FEATURING
in order of their works’ appearance
December 20: Pieter Vermeersch
January 14: Tauba Auerbach & Iman Issa
January 17: Geof Oppenheimer
January 21: Ika Knežević
January 30: Karl Holmqvist
February 4: Lili Reynaud Dewar
EVENTS
Welcome to The Fifth Dimension
Friday, December 20, 2013, 5 - 7 pm, Gallery
First chance to see Pieter Vermeersch's work - the first work to appear in The Fifth Dimension. Cocktails and dessert created by Tucker-Rae Grant and served by Leslie.
Conversation with participating artists
Thursday, January 23, 2014, 6 pm, Logan 801
Iman Issa, Ika Knežević & Geof Oppenheimer in conversation with curator Monika Szewczyk
Party with performance by Karl Holmqvist at 7 pm
Saturday, February 15, 2014, 5:30 pm, Great Hall, Level Two and Café Logan
Part of A Winter Contemporary Art Soirée
Organized with the Department of Visual Arts & Open Practice Committee
Artist Talk by Lili Reynaud Dewar
Monday, February 17, 2014, 5 pm, Logan 801
Organized with Open Practice Committee
There is no consensus at this stage about what constitutes ‘the fifth dimension’, though we do know that it has been of interest to artists since at least the beginning of the last century; and scientists, musicians, priests and politicians have all deployed the term, albeit differently. What they seem to be grappling with is an expanded perception, which this exhibition takes time to absorb.
Like the band, The 5th Dimension – infamous for their 1969 single “Age of Acquarius/Let the Sunshine In” – this exhibition is not about the fifth dimension, it is the fifth dimension.
The Fifth Dimension may be understood as the building of knowledge and atmosphere. Over the course of approximately two months, works by the seven participating artists will enter gradually and continue to transform the Logan Center Gallery; with elements permeating beyond the gallery walls.
‘The fifth dimension’ is also a phrase, a string of words that struck a chord with the seven participating artists. Thus, the resonance of words (poetry/poetics) becomes key for this speculative undertaking.
A plastic and poetic anchor offered to the artists in conversations and correspondence leading up to the show was Loredo Taft’s Fountain of Time, a monumental sculpture depicting a lone figure (Time) looking across a pool at the passage of humanity – one hundred people representing one hundred years of peace.¹ Erected in 1920 at the foot of Washington Park, it is a short walk from the Logan Center and can be visited en route to or from the exhibition. Beside it lies a plaque stating that the inspiration for this concrete configuration came directly from a poem by Henry Austin Dobson entitled “The Paradox of Time,” which begins:
Time goes, you say? Ah no!
Alas, time stays, we go;
Where might we go while time stays (and is time, in fact, the fourth dimension)? What figures or thought-objects are needed to re-imagine life in five dimensions or even more? Might a solid, three-dimensional sculpture be understood as the shadow of that other realm? And what other means are available to artists today to develop this imaginary, sustaining a dialectic tension between visibility and invisibility, tangibility and imperceptibility?
The artists in The Fifth Dimension contribute to these questions in distinct ways: With his keen knowledge of paint’s spatial effects, Pieter Vermeersch exploits the transformative qualities of color applied directly to the architectural frame. Tauba Auerbach fuses one ancient material (marble) with another (a book). Geof Oppenheimer’s contained explosions may be seen to enact a different fusion – of physics and politics, nano-time and the long course of history. Iman Issa harnesses the mind’s associative power, multiplying means of translating (indexical, linguistic, material), to arrive at a point where an image of her own past might transform into the present of another person. Ika Knežević mobilizes the forces of production – for instance, of the ergonomic shoe and of the elegant self who wears it – introducing an aesthetic regime where work and leisure are (again) clearly demarcated. Karl Holmqvist’s use of his voice for his and other people’s words and Lili Reynaud Dewar’s use of her body for her and other people’s gestures make it difficult to maintain clear separations (between artists and artworks, one epoch and another, this culture and the other). The Fifth Dimension foregrounds such productive con-fusions, relying on the clarity of artistic gestures to build complexity. None of this is a game, unless perhaps we wish to play chess.
1 The work began in 1914 on the one hundredth anniversary of the Treaty of Ghent (1814), which was signed between the United States and the United Kingdom to mark the end of the war of 1812.
Generous support for public programs provided by the Arts|Science Initiative, the Open Practice Committee and the Department of Visual Arts at the University of Chicago.
Lili Reynaud Dewar’s contribution to this exhibition is supported by the France Chicago Center at the University of Chicago and the Cultural Service at the Consulate General of France in Chicago.
Key support also provided by the Jackman Goldwasser Residency at the Hyde Park Art Center.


* [Your objective]: All entries are to be transcribed verbatim, but images are not carried over.

=== Data to examine ===

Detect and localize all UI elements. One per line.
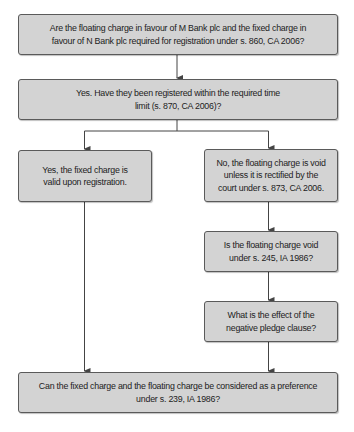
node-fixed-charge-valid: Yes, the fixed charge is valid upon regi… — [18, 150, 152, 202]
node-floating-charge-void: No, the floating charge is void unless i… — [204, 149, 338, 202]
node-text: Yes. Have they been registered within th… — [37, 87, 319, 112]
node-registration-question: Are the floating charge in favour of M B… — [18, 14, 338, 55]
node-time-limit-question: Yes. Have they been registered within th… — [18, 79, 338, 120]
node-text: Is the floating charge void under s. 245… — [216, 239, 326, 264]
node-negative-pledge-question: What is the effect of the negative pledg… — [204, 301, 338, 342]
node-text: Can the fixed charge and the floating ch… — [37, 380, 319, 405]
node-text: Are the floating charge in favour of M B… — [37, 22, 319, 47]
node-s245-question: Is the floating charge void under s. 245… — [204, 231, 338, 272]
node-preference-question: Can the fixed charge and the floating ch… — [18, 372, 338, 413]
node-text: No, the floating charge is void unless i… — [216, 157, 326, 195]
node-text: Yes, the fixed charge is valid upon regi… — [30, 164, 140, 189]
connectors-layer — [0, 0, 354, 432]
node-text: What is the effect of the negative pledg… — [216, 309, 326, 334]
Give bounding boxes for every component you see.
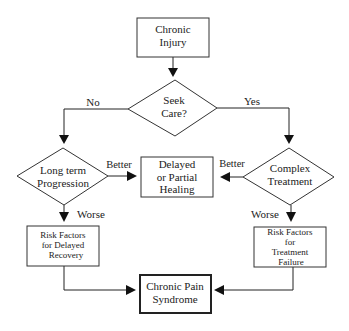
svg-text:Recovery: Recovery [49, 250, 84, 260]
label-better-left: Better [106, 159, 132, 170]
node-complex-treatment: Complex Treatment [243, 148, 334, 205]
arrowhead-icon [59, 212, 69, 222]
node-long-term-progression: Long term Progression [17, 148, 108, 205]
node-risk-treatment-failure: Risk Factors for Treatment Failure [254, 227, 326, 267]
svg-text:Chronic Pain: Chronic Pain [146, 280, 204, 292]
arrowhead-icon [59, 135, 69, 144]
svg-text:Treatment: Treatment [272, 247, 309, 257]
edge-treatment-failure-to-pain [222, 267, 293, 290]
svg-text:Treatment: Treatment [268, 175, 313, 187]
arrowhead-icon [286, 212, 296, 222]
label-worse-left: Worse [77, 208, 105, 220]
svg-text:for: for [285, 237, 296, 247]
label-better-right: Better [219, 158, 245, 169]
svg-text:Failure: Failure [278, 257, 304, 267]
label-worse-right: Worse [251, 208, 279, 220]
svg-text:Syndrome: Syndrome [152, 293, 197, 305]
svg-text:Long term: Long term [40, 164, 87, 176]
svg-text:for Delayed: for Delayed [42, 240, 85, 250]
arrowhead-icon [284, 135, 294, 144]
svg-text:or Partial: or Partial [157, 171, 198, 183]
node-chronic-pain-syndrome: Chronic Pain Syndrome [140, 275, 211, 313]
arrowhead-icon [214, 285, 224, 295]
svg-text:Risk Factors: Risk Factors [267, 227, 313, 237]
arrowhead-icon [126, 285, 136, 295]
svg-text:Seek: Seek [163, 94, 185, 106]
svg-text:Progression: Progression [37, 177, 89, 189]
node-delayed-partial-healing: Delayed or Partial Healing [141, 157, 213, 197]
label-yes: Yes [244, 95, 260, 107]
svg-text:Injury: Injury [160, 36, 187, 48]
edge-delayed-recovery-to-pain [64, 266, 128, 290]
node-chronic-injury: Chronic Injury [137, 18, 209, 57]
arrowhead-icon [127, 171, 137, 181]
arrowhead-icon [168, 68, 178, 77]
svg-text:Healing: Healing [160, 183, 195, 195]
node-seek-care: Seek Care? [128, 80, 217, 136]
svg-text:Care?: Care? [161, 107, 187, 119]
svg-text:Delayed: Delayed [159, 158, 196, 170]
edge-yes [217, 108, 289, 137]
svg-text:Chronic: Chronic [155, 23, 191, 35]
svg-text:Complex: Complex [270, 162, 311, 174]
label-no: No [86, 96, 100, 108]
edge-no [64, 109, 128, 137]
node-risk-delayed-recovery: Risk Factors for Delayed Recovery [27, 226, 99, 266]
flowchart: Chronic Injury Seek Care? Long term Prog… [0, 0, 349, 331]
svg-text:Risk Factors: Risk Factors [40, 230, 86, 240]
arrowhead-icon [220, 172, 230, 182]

===

* [Task output]:
Detect and localize all UI elements. One per line.
node-fixed-charge-valid: Yes, the fixed charge is valid upon regi… — [18, 150, 152, 202]
node-floating-charge-void: No, the floating charge is void unless i… — [204, 149, 338, 202]
node-text: Yes. Have they been registered within th… — [37, 87, 319, 112]
node-registration-question: Are the floating charge in favour of M B… — [18, 14, 338, 55]
node-time-limit-question: Yes. Have they been registered within th… — [18, 79, 338, 120]
node-text: Is the floating charge void under s. 245… — [216, 239, 326, 264]
node-negative-pledge-question: What is the effect of the negative pledg… — [204, 301, 338, 342]
node-text: Can the fixed charge and the floating ch… — [37, 380, 319, 405]
node-text: Are the floating charge in favour of M B… — [37, 22, 319, 47]
node-s245-question: Is the floating charge void under s. 245… — [204, 231, 338, 272]
node-preference-question: Can the fixed charge and the floating ch… — [18, 372, 338, 413]
node-text: No, the floating charge is void unless i… — [216, 157, 326, 195]
node-text: Yes, the fixed charge is valid upon regi… — [30, 164, 140, 189]
connectors-layer — [0, 0, 354, 432]
node-text: What is the effect of the negative pledg… — [216, 309, 326, 334]
Give bounding boxes for every component you see.
svg-text:Recovery: Recovery [49, 250, 84, 260]
label-better-left: Better [106, 159, 132, 170]
node-complex-treatment: Complex Treatment [243, 148, 334, 205]
arrowhead-icon [59, 212, 69, 222]
node-long-term-progression: Long term Progression [17, 148, 108, 205]
node-risk-treatment-failure: Risk Factors for Treatment Failure [254, 227, 326, 267]
svg-text:Chronic Pain: Chronic Pain [146, 280, 204, 292]
arrowhead-icon [59, 135, 69, 144]
svg-text:Treatment: Treatment [272, 247, 309, 257]
edge-treatment-failure-to-pain [222, 267, 293, 290]
svg-text:Treatment: Treatment [268, 175, 313, 187]
arrowhead-icon [286, 212, 296, 222]
label-worse-left: Worse [77, 208, 105, 220]
svg-text:for: for [285, 237, 296, 247]
label-better-right: Better [219, 158, 245, 169]
svg-text:Failure: Failure [278, 257, 304, 267]
label-worse-right: Worse [251, 208, 279, 220]
svg-text:Syndrome: Syndrome [152, 293, 197, 305]
svg-text:Long term: Long term [40, 164, 87, 176]
svg-text:for Delayed: for Delayed [42, 240, 85, 250]
arrowhead-icon [284, 135, 294, 144]
svg-text:or Partial: or Partial [157, 171, 198, 183]
node-chronic-pain-syndrome: Chronic Pain Syndrome [140, 275, 211, 313]
arrowhead-icon [214, 285, 224, 295]
svg-text:Risk Factors: Risk Factors [267, 227, 313, 237]
arrowhead-icon [126, 285, 136, 295]
svg-text:Seek: Seek [163, 94, 185, 106]
svg-text:Progression: Progression [37, 177, 89, 189]
node-delayed-partial-healing: Delayed or Partial Healing [141, 157, 213, 197]
label-yes: Yes [244, 95, 260, 107]
svg-text:Injury: Injury [160, 36, 187, 48]
edge-delayed-recovery-to-pain [64, 266, 128, 290]
node-chronic-injury: Chronic Injury [137, 18, 209, 57]
arrowhead-icon [127, 171, 137, 181]
arrowhead-icon [168, 68, 178, 77]
svg-text:Healing: Healing [160, 183, 195, 195]
node-seek-care: Seek Care? [128, 80, 217, 136]
svg-text:Care?: Care? [161, 107, 187, 119]
svg-text:Delayed: Delayed [159, 158, 196, 170]
edge-yes [217, 108, 289, 137]
svg-text:Chronic: Chronic [155, 23, 191, 35]
svg-text:Complex: Complex [270, 162, 311, 174]
label-no: No [86, 96, 100, 108]
edge-no [64, 109, 128, 137]
node-risk-delayed-recovery: Risk Factors for Delayed Recovery [27, 226, 99, 266]
flowchart: Chronic Injury Seek Care? Long term Prog… [0, 0, 349, 331]
svg-text:Risk Factors: Risk Factors [40, 230, 86, 240]
arrowhead-icon [220, 172, 230, 182]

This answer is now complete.